You Can Only Find Your Voice by Talking

Why starting before you're ready is a good idea.

Sitting in the front seat of a taxi in Peru, I decided to go for it.

"Qué tal?" I asked the driver.

His face lit up. "Wow, tú hablas Español? Muy bien, y tú?"

I nodded, threw in another decent sentence, and just like that—I wasn’t another tourist.

The guy started sharing all kinds of local tips. The best hidden cevicheria, the bar with no sign where they serve the strongest pisco.

Meanwhile, my wife sat in the back, whispering corrections. She knew I had no clue what half of his words meant.

But it didn’t matter. Because the only way to get better at Spanish… is by speaking Spanish.

And the only way to find your voice? By using it.

You can study grammar for years. You can watch every tutorial, read every guide, plan every move.
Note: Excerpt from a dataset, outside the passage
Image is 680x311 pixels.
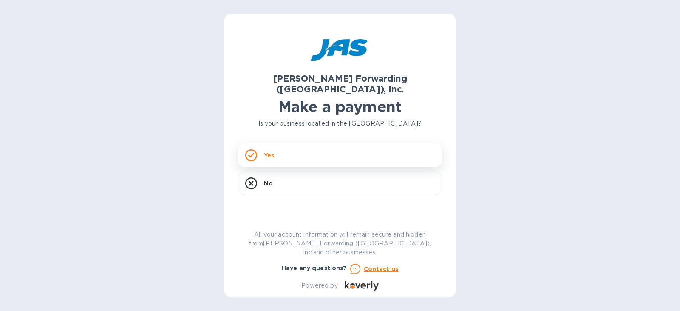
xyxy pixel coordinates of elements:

But until you do the thing—write, create, speak, build—you’ll never actually learn.

Kurt Vonnegut supposedly threw away his writing every night.

Hemingway lost entire manuscripts.

Van Gogh destroyed his own paintings. Not because they were bad, but because they were necessary steps toward something better.

And if you read my book, you know I did the same. I deleted the entire early version of it—years before it was published.

The willingness to throw away your best work is the hallmark of true creativity.

You can only find your voice by talking.

By doing.

By being willing to mess up, fix it, and keep going.

So start before you’re ready. Speak before you're fluent. Build before it’s perfect.

You might surprise yourself.

Tino

PS: Your best work? It hasn’t even been made yet. But you won’t get there unless you start today.